As to the Consolidated Government of the City of Jacksonville, the controlling constitutional provision is different. It has been said that this provision is not self-executing. Jackson v. Consolidated Government of City of Jacksonville, 225 So.2d 497 (Fla. 1969). It does provide that the new consolidated government
". . . may exercise all the powers of a municipal corporation and shall also be recognized as one of the legal political divisions of the State with the duties and obligations of a county and shallbe entitled to all the powers, rights and privileges, including representation in the State Legislature, which would accrue to itif it were a county." (Emphasis supplied.)

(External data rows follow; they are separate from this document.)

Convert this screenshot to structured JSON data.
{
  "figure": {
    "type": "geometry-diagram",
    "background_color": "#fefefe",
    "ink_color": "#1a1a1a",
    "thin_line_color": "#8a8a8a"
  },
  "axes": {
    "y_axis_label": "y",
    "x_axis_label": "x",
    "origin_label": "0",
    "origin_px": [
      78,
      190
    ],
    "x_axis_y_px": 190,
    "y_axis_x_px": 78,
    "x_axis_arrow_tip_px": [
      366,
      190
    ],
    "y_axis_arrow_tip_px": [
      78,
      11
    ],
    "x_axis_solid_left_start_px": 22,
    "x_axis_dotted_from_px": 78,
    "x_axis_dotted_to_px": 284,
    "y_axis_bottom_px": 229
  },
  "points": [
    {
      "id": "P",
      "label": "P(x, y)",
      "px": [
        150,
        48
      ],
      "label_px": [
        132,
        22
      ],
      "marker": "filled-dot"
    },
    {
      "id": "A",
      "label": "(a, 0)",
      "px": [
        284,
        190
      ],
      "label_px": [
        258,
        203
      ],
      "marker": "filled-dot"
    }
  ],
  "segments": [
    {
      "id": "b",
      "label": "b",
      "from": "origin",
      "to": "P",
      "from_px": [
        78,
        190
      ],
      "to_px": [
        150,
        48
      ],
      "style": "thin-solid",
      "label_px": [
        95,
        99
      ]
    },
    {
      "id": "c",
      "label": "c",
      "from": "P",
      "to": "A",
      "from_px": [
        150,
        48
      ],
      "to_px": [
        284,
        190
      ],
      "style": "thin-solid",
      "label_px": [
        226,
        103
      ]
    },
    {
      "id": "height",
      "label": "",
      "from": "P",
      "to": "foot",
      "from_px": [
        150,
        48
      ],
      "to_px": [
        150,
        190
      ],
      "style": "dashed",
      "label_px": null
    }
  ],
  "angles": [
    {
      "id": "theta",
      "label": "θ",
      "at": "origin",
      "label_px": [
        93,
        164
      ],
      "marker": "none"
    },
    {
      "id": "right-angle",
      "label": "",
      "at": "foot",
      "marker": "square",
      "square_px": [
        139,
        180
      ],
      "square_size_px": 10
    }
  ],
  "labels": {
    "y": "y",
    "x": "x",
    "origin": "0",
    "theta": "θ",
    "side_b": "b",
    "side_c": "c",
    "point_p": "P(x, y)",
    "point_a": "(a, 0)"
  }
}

However, it was adopted in 1934, long before the concept of home rule had made any headway in this state, and was obviously designed to accomplish a consolidation of municipal and county governments rather than county or city home rule. Under the implementing legislation, the consolidated government created by the legislature "has broad home rule powers, including all of the powers and obligations of the former municipalities within its boundaries." Jackson at 502. However, I find nothing in the controlling constitutional provision that can be construed as a constitutional guarantee to the consolidated government of all the rights conferred upon a county chartered under s. 1(c) of the 1968 Home Rule Article or upon a municipality by s. 2 of that article. Moreover, the Jacksonville Consolidation Amendment itself provides that the legislature may amend or extend the law creating the municipal corporation "without referendum to the qualified voters unless the Legislative act providing for such amendment or extension shall provide for such referendum." And it necessarily follows that the electors of the Consolidated Government of the City of Jacksonville have no constitutional right to approve special laws relating solely to the consolidated government as a condition precedent to their effectiveness.
Thus, just as there is no constitutional requirement that claims bills payable from state or nonchartered county funds must receive referendum approval prior to their effectiveness, there is no such requirement as to claims bills applicable to the Consolidated Government of the City of Jacksonville.
AS TO QUESTION 2:
The claims bill considered by the court in the Dickinson case appropriated money from funds due the school board from the state treasury, directed the comptroller to draw a warrant for the sum appropriated upon such funds, and directed the state treasurer to pay the sum so appropriated to the claimant. Mandamus is an extraordinary remedy which lies to enforce the performance of a ministerial act or duty. See Rice v. Arnold, 45 So.2d 195 (Fla. 1950); City of Coral Gables v. State, 44 So.2d 298 (Fla. 1950); State ex rel. Long v. Carey, 164 So. 199 (Fla. 1935); and State ex rel. Bloxham v. Gibbs, 13 Fla. 55 (1871). A duty or act is ministerial when there is no room for the exercise of discretion, the performance being required by direct command of law. State ex rel. Allen v. Rose, 167 So. 21 (Fla. 1936). It would appear, therefore, that the remedy of mandamus would be available to compel the payment of the sum awarded to the claimant by the official or officials whose duty it is, under a claims bill, to do so (assuming, of course, that the bill has been validly enacted as a special act and is otherwise valid under Art. VII, s. 10, State Const. In appropriate circumstances, the declaratory judgment proceedings authorized by Ch. 86, F.S., may be utilized. Section86.111; Miller v. Doss, 36 So.2d 442 (Fla. 1948); Town of Palm Beach v. City of West Palm Beach, 55 So.2d 567 (Fla. 1951); Rosenhouse v. 1950 Spring Term Grand Jury, 56 So.2d 445 (Fla. 1952); Fisher v. Dade County, 127 So.2d 132 (3 D.C.A. Fla., 1961).